Furthermore, Waldron, as we have noted, has appeared as an expert on behalf of Trump’s legal team in states like Arizona, Michigan, and Georgia, where election results have been hotly contested. 

Absolute Proof, which attempted to show that Trump won the 2020 presidential election, was removed from both Vimeo and YouTube shortly after its February 2021 release for violating community guidelines. Our fact check on it can be found here.

In the film, Lindell explains that Absolute Proof  would show “deviations on election night” that, according to him, “didn’t make any sense.” More specifically, Lindell continually repeated the baseless claim that there was “100 percent evidence” that “these [voting] machines were used to steal our election by other countries including China.” 

Waldron, who described himself as having a background in “information warfare,” was the first expert to appear in the film. He repeated the familiar false claim that Dominion Voting Systems switched votes from Trump to Joe Biden. 

We fact checked this claim multiple times, but here is the basic explanation again from The Dispatch’s Alec Dent: “Many of the claims about Dominion can be traced to its alleged role in vote-counting errors in Antrim County, Michigan, and several counties in Georgia. Antrim County revealed it had inadvertently misreported a number of votes in unofficial results. Michigan’s secretary of state announced that it was not a software issue, but ‘user human error’ that led to the misreporting, and clarified that ‘the correct results always were and continue to be reflected on the tabulator totals tape and on the ballots themselves. Even if the error in the reported unofficial results had not been quickly noticed, it would have been identified during the county canvass.’”

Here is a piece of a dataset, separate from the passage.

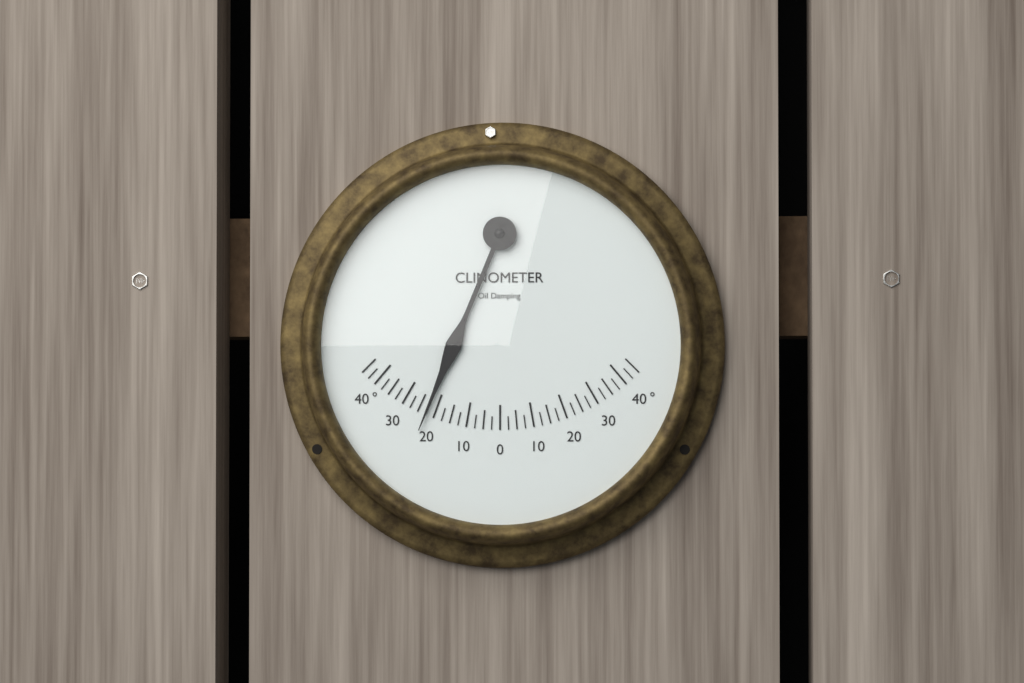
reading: -22.5 °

Just like Waldron’s PowerPoint presentation, his Lindell appearance also doubles down on the baseless assertion of Chinese election interference, claiming that Dominion has ties to China and that the Chinese Communist Party has “access to Dominion code.” In response to false claims of foreign ties, Dominion made the following statement: “Dominion is a nonpartisan, U.S. company that provides voting systems to ‘red’ and ‘blue’ jurisdictions in 28 states. Dominion has no ownership ties to any national U.S. political party leader – or to any foreign governments, including living or deceased foreign leaders. Dominion is a private company that provides election technology to government customers. All votes are cast and counted in the U.S. as part of the election process, which is administered and overseen by election officials.”

Waldron’s connection to Lindell was not just isolated to one video appearance. As noted, he was also a major figure this past August at Lindell’s cyber symposium. On August 10, the first day of the three-day event, Waldron, speaking on stage in front of an audience, described himself as running a “red team” on behalf of Lindell to analyze voter information and poke holes in the “data.” The event, as we reported, revealed no evidence of fraud, but was, once again, an opportunity for Lindell’s “experts,” including Waldron, to repeat long debunked voter fraud claims. 

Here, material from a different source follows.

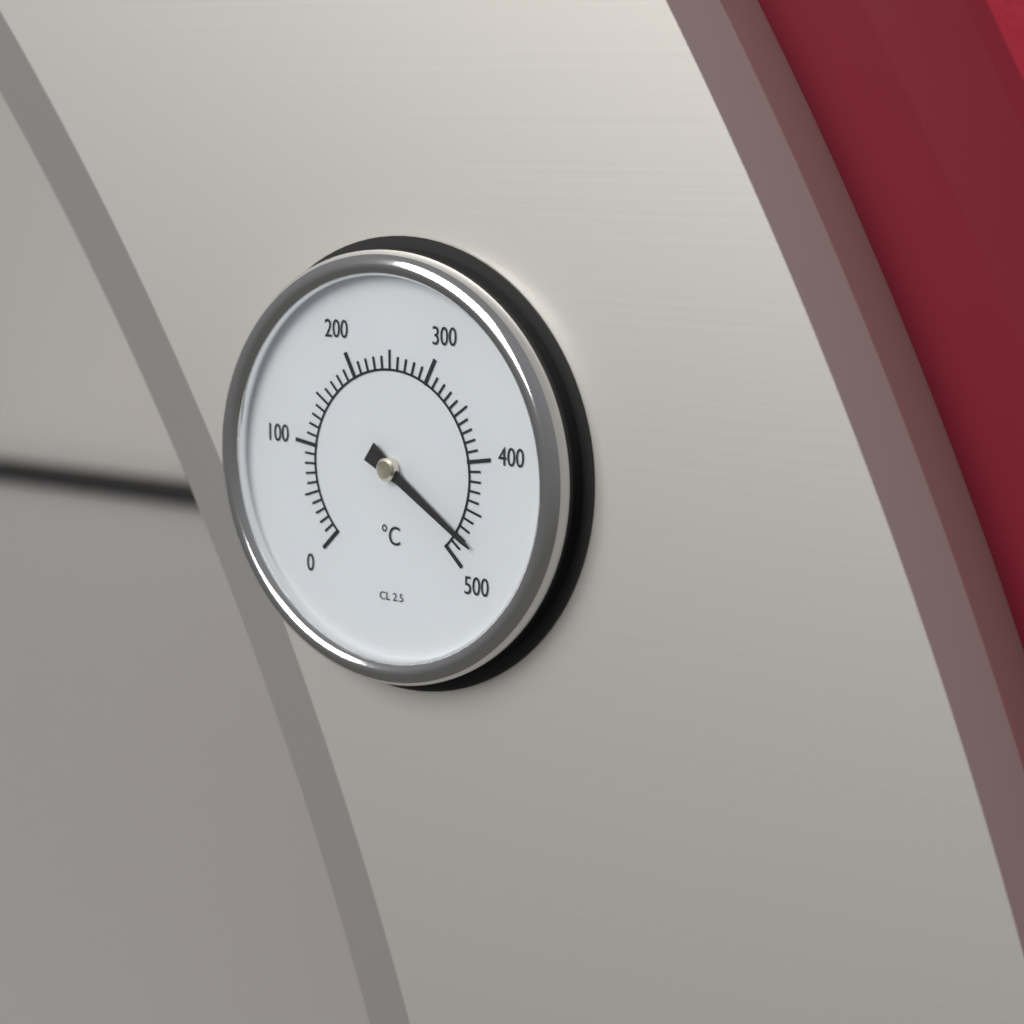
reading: 480 °C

Despite Waldron’s involvement in Lindell’s work, Lindell claims his relationship to Waldron is limited. He said that when he interviewed Waldron for his film, it was the first time he met him. In fact, Lindell told The Dispatch in an interview this week that he “didn’t know anybody in those movies” and that “people were recruited,” but not by Lindell. There was a point, Lindell notes, that he was “like a hub of the country for evidence and everybody was just pouring in evidence.” Waldron, Lindell explained, was just one of those people who had evidence.

Khaya Himmelman is a fact checker for The Dispatch. She is a graduate of Columbia Journalism School and Barnard College.